Future of Houston #2: Is Houston like Cleveland?

"Whatever else it may become, Houston will still be an oil and gas town for many years. Detroit still manufactures cars. Pittsburgh still makes steel. Plenty of U.S. cities have accepted that their best years are behind them and supplemented their legacy industries by finding a new economic equilibrium—one based to a great degree on, say, health care, higher education, a port, and a NASA facility. Cleveland, for example. I’m describing Cleveland. But who wants to live in Cleveland?"
-Evan Mintz, Texas Monthly

In my last post, I discussed two differing views on Houston's future.  One predicting that Houston's fortunes will reflect the country as a whole (a "prophetic" city).  Another where Houston will be particularly hard hit by climate change and our economic response (a "pathetic" city).  The author that posed the latter, Evan Mintz, suggested in the quote above that Houston may level out like rust belt cities before it; more specifically, Houston could end up like Cleveland.  Let's unpack that comparison, understand Cleveland a little better, and see trends in their decline that could unfold in Houston.


Houston is home to 2.3 million people; Cleveland is home to about 2 million less.  Since 1940, Houston grew about 30% while Cleveland declined 9% each decade.  Today, Cleveland is neck-and-neck with Detroit for the highest poverty rate in the US.  So why would Evan Mintz, reporter for Texas Monthly, suggest Houston could end up like Cleveland?  Fear.  Fear that what happened to Cleveland, could await Houston.  Why fear?  Because if you look back far enough, the Cleveland of past looks like the Houston of present: top 5 US city, home to among the highest concentrations of corporate headquarters, major port town, home to the world’s largest oil companies and oil refineries, highly diverse immigrant city, etc. etc.  Both cities welcomed unimaginable quantities of oil, then cleaned, contained, and shipped it around the world.  And for the 100 years before 1940, Cleveland grew 115% per decade.  So what happened?

The moment of Cleveland’s decline isn’t a single date.  Larger trends, economic and demographic, correlate with population drops.  In terms of economic trends, historians who maintain the Encyclopedia of Cleveland history at Case Western demarcate the evolution of the city’s economy into four phases.  The first phase is the building of the Erie Canal in 1815, which connected Cleveland to New York City.  It became a major source of goods from the interior’s farms, mines, and forests, as well as a budding shipbuilding center.  The second phase was the introduction of the railroad in 1851, which expanded its presence as a major hub in all directions.  It developed into an industrial center for manufacturing iron, steel, and, yes, railroads.  The third phase, starting in 1880, was a confluence of these factors that lent itself to a sustained boom for several decades.  For example, Cleveland was centrally located in the midwest, so it was the place where combinations of goods (e.g., coal, oil, iron, acid, manufactured parts) could be performed easily. As a result, the chemical industry (which underwent its own revolution) and machine-making facilities made Cleveland their home as well.  It had become economically diversified.

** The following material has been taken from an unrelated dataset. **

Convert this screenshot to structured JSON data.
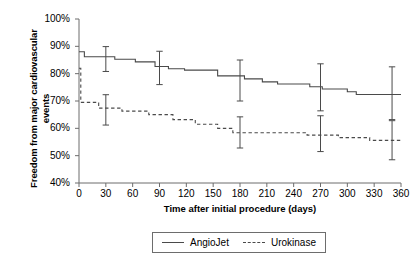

The end of the third phase, in hindsight, highlights the changes that were to come.  Cleveland was a place where people and companies came to make a living.  As a result, both groups were subject to persistent changes.  The composition of people who worked in Cleveland changed with immigration patterns and the companies changed as “the city's business leaders carried out major acquisitions, mergers, expansions, deaccessions, and bankruptcies in virtually every industry in every decade.”  Unionization grew rapidly in response.  Then the fourth phase began around 1970.  In one decade, a third of manufacturing jobs had gone overseas as globalization became the new mantra.  This meant the US government coordinating steel production overseas to aid relations with cold war allies.  It also meant nearly eliminating strategic tariffs and trade barriers.  Highways changed the economics of transport for a city that relied upon the canals and railroads for so long.  And new environmental laws made old-fashioned manufacturing methods much more expensive at a time when struggling firms were being cannibalized in the 1980s era of corporate raider finance.


So Cleveland’s economy had become increasingly diversified, but it was unprepared for the disloyalties inherent to large corporations.  So when things got tough, and when options became readily available, employers put Cleveland second.  Is this a particular risk of having a greater constitution of large companies within a city?  That when things are good, they’re very good, but the converse is the inverse?  Or were the economic conditions so extraordinarily bad that no amount of corporate loyalty could’ve saved Cleveland? These questions, and those considering demographic changes as causes of Cleveland’s decline, will be addressed in later blog posts.